Summary
In Williams, the defendant admitted the offense charged but the dispositive question of sanity was submerged into a sea of instructions on lesser included offenses.
Summary of this case from Wilcott v. StateOpinion
No. 83-1381.
January 23, 1985.
Appeal from the Circuit Court, Broward County, Stanton S. Kaplan, J.
Richard L. Jorandby, Public Defender, and Stephen W. Benedict, Asst. Public Defender, West Palm Beach, for appellant.
Jim Smith, Atty. Gen., Tallahassee, and Sarah B. Mayer, Asst. Atty. Gen., West Palm Beach, for appellee.
Defendant, charged with attempted first-degree murder, was found guilty of attempted second-degree murder. He claims that the trial court committed reversible error by declining to instruct the jury on the crime of attempted third-degree murder. We agree.
It is now well-settled that the crime of attempted third-degree murder exists in Florida. See State v. Overfelt, 457 So.2d 1385 (Fla. 1984); Gentry v. State, 437 So.2d 1097 (Fla. 1983). It is equally well-settled that "the failure to instruct on the next immediate lesser-included offense (one step removed) constitutes error that is per se reversible." State v. Abreau, 363 So.2d 1063 (Fla. 1978). Thus, the trial court's refusal to instruct on attempted third-degree murder, the next immediate lesser-included offense to the crime of attempted second-degree murder, requires reversal of defendant's conviction and sentence for the crime of attempted second-degree murder.
REVERSED and REMANDED for NEW TRIAL.
LETTS, HURLEY and DELL, JJ., concur.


> _TRY IT_:
Wherever "inferior" appears in the records below, copy the line that holds it.

-------- DATA RECORDS

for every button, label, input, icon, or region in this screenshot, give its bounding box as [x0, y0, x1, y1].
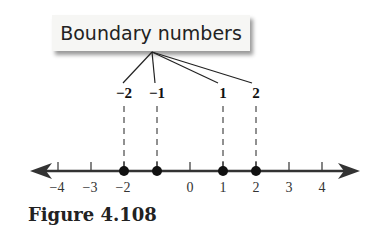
ticks	[58, 162, 322, 171]
tick-label: 4	[319, 180, 326, 196]
tick-label: 2	[253, 180, 260, 196]
boundary-label: 1	[219, 85, 227, 102]
tick-label: 3	[286, 180, 293, 196]
dashed-guides	[124, 106, 256, 167]
tick-label: −2	[116, 180, 131, 196]
boundary-label: −2	[116, 85, 132, 102]
number-line-figure	[0, 0, 392, 236]
tick-label: −4	[50, 180, 65, 196]
figure-caption: Figure 4.108	[28, 204, 157, 225]
tick-label: −3	[83, 180, 98, 196]
tick-label: 1	[220, 180, 227, 196]
tick-label: 0	[187, 180, 194, 196]
boundary-label: 2	[252, 85, 260, 102]
boundary-label: −1	[149, 85, 165, 102]
axis	[30, 163, 360, 179]
leader-lines	[123, 52, 252, 83]
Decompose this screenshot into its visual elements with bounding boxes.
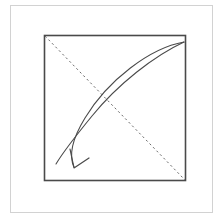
figure-container: Square with diagonal crease and curved f… (0, 0, 223, 223)
figure-background (0, 0, 223, 223)
geometry-figure: Square with diagonal crease and curved f… (0, 0, 223, 223)
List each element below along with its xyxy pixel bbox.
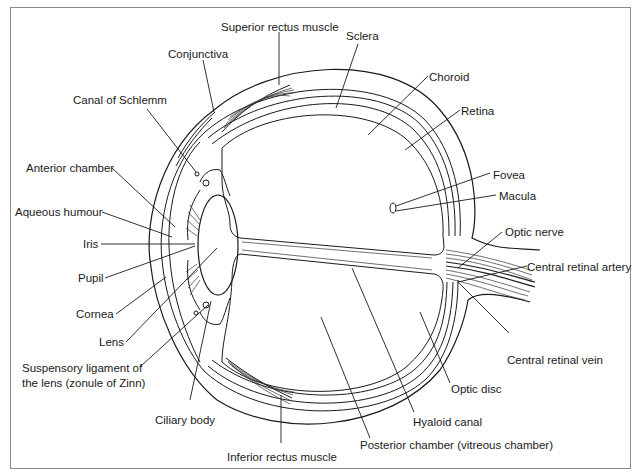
choroid-lower-2	[208, 282, 453, 403]
label-cornea: Cornea	[76, 308, 114, 320]
canal-of-schlemm-upper	[203, 180, 209, 186]
label-inferior-rectus-muscle: Inferior rectus muscle	[227, 451, 337, 463]
labels: Superior rectus muscle Sclera Conjunctiv…	[15, 21, 631, 463]
optic-nerve	[446, 250, 535, 300]
label-conjunctiva: Conjunctiva	[168, 48, 229, 60]
label-anterior-chamber: Anterior chamber	[26, 162, 114, 174]
label-retina: Retina	[461, 105, 495, 117]
inferior-rectus-muscle	[226, 358, 294, 404]
choroid-upper-2	[208, 96, 455, 236]
label-superior-rectus-muscle: Superior rectus muscle	[221, 21, 339, 33]
label-central-retinal-vein: Central retinal vein	[507, 354, 603, 366]
hyaloid-canal-upper	[242, 242, 432, 258]
label-optic-disc: Optic disc	[451, 383, 502, 395]
anterior-segment	[149, 110, 238, 400]
conjunctiva-line-2	[176, 118, 212, 166]
label-choroid: Choroid	[429, 71, 469, 83]
eyeball	[205, 69, 540, 424]
canal-dot-upper	[195, 172, 199, 176]
retina-upper	[212, 104, 449, 236]
vitreous-upper	[222, 115, 444, 255]
superior-rectus-muscle	[222, 85, 294, 132]
label-macula: Macula	[499, 190, 537, 202]
label-posterior-chamber: Posterior chamber (vitreous chamber)	[360, 439, 553, 451]
label-iris: Iris	[83, 238, 99, 250]
hyaloid-canal-lower	[242, 250, 432, 270]
sclera-outer	[214, 69, 540, 250]
label-aqueous-humour: Aqueous humour	[15, 206, 103, 218]
label-canal-of-schlemm: Canal of Schlemm	[73, 94, 167, 106]
ciliary-body-upper	[200, 170, 230, 197]
label-suspensory-ligament-line1: Suspensory ligament of	[22, 362, 143, 374]
eye-diagram: Superior rectus muscle Sclera Conjunctiv…	[0, 0, 637, 474]
label-lens: Lens	[99, 336, 124, 348]
label-fovea: Fovea	[493, 169, 526, 181]
fovea-pit	[390, 203, 396, 213]
label-hyaloid-canal: Hyaloid canal	[413, 416, 482, 428]
vitreous-lower	[222, 254, 443, 391]
label-pupil: Pupil	[78, 272, 104, 284]
lens	[198, 195, 238, 295]
label-ciliary-body: Ciliary body	[155, 414, 215, 426]
label-suspensory-ligament-line2: the lens (zonule of Zinn)	[22, 377, 146, 389]
label-sclera: Sclera	[346, 30, 379, 42]
label-central-retinal-artery: Central retinal artery	[527, 261, 631, 273]
label-optic-nerve: Optic nerve	[505, 226, 564, 238]
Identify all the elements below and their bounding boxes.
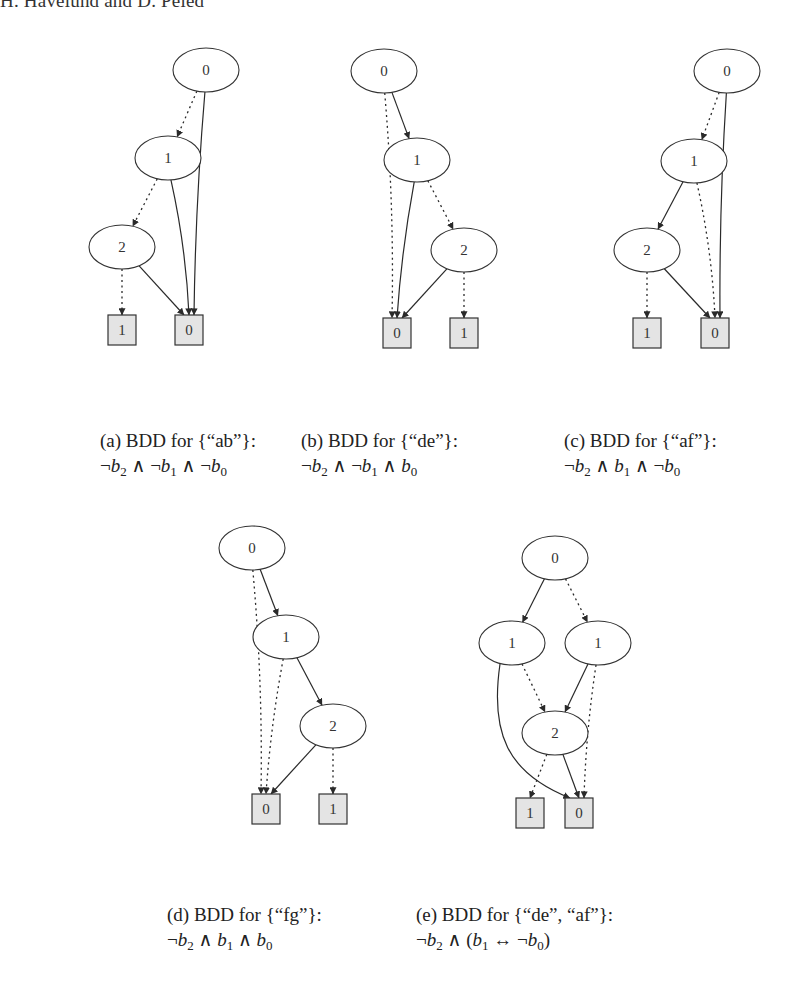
caption-d-formula: ¬b2 ∧ b1 ∧ b0 [167,927,322,952]
terminal-node-0: 0 [252,794,280,824]
low-edge-n0-n1 [177,91,197,137]
svg-text:2: 2 [460,242,468,258]
svg-text:1: 1 [164,150,172,166]
terminal-node-1: 1 [108,315,136,345]
svg-text:0: 0 [711,325,719,341]
caption-e-formula: ¬b2 ∧ (b1 ↔ ¬b0) [416,927,613,952]
high-edge-n1-n2 [658,182,683,229]
variable-node-1: 1 [661,139,727,183]
variable-node-2: 2 [431,228,497,272]
svg-text:1: 1 [329,801,337,817]
low-edge-n1-t0 [697,183,715,318]
caption-a-formula: ¬b2 ∧ ¬b1 ∧ ¬b0 [100,453,256,478]
svg-text:1: 1 [413,152,421,168]
variable-node-1: 1 [479,621,545,665]
variable-node-0: 0 [219,526,285,570]
svg-text:1: 1 [118,322,126,338]
terminal-node-1: 1 [319,794,347,824]
high-edge-n0-n1 [392,92,409,138]
high-edge-n0-n1 [260,569,278,615]
variable-node-2: 2 [300,704,366,748]
svg-text:0: 0 [185,322,193,338]
high-edge-n0-n1a [523,579,545,622]
caption-d-title: (d) BDD for {“fg”}: [167,902,322,927]
low-edge-n1-n2 [133,179,157,226]
terminal-node-1: 1 [516,798,544,828]
low-edge-n0-n1b [566,579,588,622]
variable-node-1: 1 [253,615,319,659]
low-edge-n0-n1 [702,92,719,139]
svg-text:1: 1 [690,153,698,169]
high-edge-n2-t0 [139,266,184,315]
svg-text:0: 0 [262,801,270,817]
svg-text:0: 0 [380,63,388,79]
high-edge-n1-n2 [297,658,322,705]
svg-text:0: 0 [575,805,583,821]
low-edge-n2-t1 [530,754,547,798]
svg-text:0: 0 [202,62,210,78]
svg-text:2: 2 [643,242,651,258]
caption-b-formula: ¬b2 ∧ ¬b1 ∧ b0 [301,453,458,478]
low-edge-n1-n2 [428,181,453,229]
svg-text:2: 2 [329,718,337,734]
svg-text:0: 0 [393,325,401,341]
terminal-node-1: 1 [633,318,661,348]
caption-c-formula: ¬b2 ∧ b1 ∧ ¬b0 [564,453,717,478]
caption-b: (b) BDD for {“de”}: ¬b2 ∧ ¬b1 ∧ b0 [301,428,458,478]
high-edge-n1-t0 [397,182,414,318]
bdd-figure-canvas: 01210012010121001201011210 [0,0,803,985]
caption-e-title: (e) BDD for {“de”, “af”}: [416,902,613,927]
low-edge-n1a-n2 [522,664,545,712]
low-edge-n0-t0 [385,93,393,318]
high-edge-n2-t0 [664,269,710,318]
high-edge-n0-t0 [194,92,205,315]
variable-node-0: 0 [694,49,760,93]
svg-text:2: 2 [118,239,126,255]
svg-text:0: 0 [248,540,256,556]
caption-b-title: (b) BDD for {“de”}: [301,428,458,453]
variable-node-0: 0 [173,48,239,92]
high-edge-n2-t0 [563,754,579,798]
caption-e: (e) BDD for {“de”, “af”}: ¬b2 ∧ (b1 ↔ ¬b… [416,902,613,952]
high-edge-n2-t0 [271,745,316,794]
svg-text:0: 0 [723,63,731,79]
low-edge-n0-t0 [253,570,261,794]
svg-text:2: 2 [551,725,559,741]
caption-c-title: (c) BDD for {“af”}: [564,428,717,453]
high-edge-n2-t0 [402,269,447,318]
low-edge-n1-t0 [266,659,283,794]
variable-node-0: 0 [351,49,417,93]
svg-text:1: 1 [460,325,468,341]
svg-text:1: 1 [526,805,534,821]
variable-node-1: 1 [565,621,631,665]
terminal-node-0: 0 [383,318,411,348]
caption-a-title: (a) BDD for {“ab”}: [100,428,256,453]
high-edge-n1-t0 [171,180,189,315]
svg-text:0: 0 [551,550,559,566]
svg-text:1: 1 [643,325,651,341]
svg-text:1: 1 [282,629,290,645]
caption-c: (c) BDD for {“af”}: ¬b2 ∧ b1 ∧ ¬b0 [564,428,717,478]
svg-text:1: 1 [594,635,602,651]
high-edge-n0-t0 [720,93,726,318]
high-edge-n1b-n2 [565,664,588,712]
caption-a: (a) BDD for {“ab”}: ¬b2 ∧ ¬b1 ∧ ¬b0 [100,428,256,478]
terminal-node-0: 0 [175,315,203,345]
svg-text:1: 1 [508,635,516,651]
variable-node-1: 1 [384,138,450,182]
variable-node-0: 0 [522,536,588,580]
terminal-node-1: 1 [450,318,478,348]
variable-node-1: 1 [135,136,201,180]
terminal-node-0: 0 [565,798,593,828]
caption-d: (d) BDD for {“fg”}: ¬b2 ∧ b1 ∧ b0 [167,902,322,952]
terminal-node-0: 0 [701,318,729,348]
variable-node-2: 2 [522,711,588,755]
variable-node-2: 2 [89,225,155,269]
variable-node-2: 2 [614,228,680,272]
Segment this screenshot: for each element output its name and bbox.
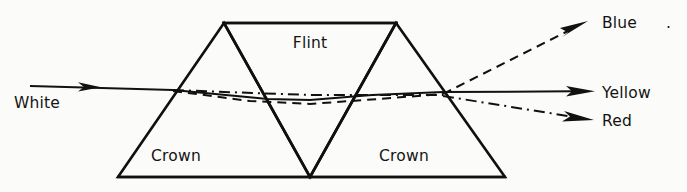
emergent-rays (443, 21, 595, 122)
label-flint: Flint (293, 34, 327, 52)
label-yellow: Yellow (601, 84, 651, 102)
label-blue: Blue (602, 14, 637, 32)
figure-canvas: White Flint Crown Crown Blue . Yellow Re… (0, 0, 687, 192)
red-ray (443, 96, 594, 122)
label-white: White (14, 94, 60, 112)
incident-white-ray (30, 82, 173, 91)
white-ray-line (30, 86, 173, 90)
blue-trailing-dot-mark: . (666, 14, 671, 32)
label-crown-right: Crown (379, 147, 429, 165)
blue-ray-line (443, 30, 570, 94)
yellow-ray-line (443, 91, 572, 92)
yellow-ray (443, 86, 595, 97)
blue-ray (443, 21, 588, 94)
internal-ray-paths (173, 90, 443, 104)
blue-ray-arrowhead (560, 21, 588, 37)
label-crown-left: Crown (151, 147, 201, 165)
red-ray-line (443, 96, 568, 116)
label-red: Red (602, 112, 632, 130)
prism-ray-diagram: White Flint Crown Crown Blue . Yellow Re… (0, 0, 687, 192)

----------------

> _SOLUTION TO THE PROBLEM_:
label-inferior-rectus-muscle: Inferior rectus muscle	[227, 451, 337, 463]
inferior-rectus-muscle	[226, 358, 294, 404]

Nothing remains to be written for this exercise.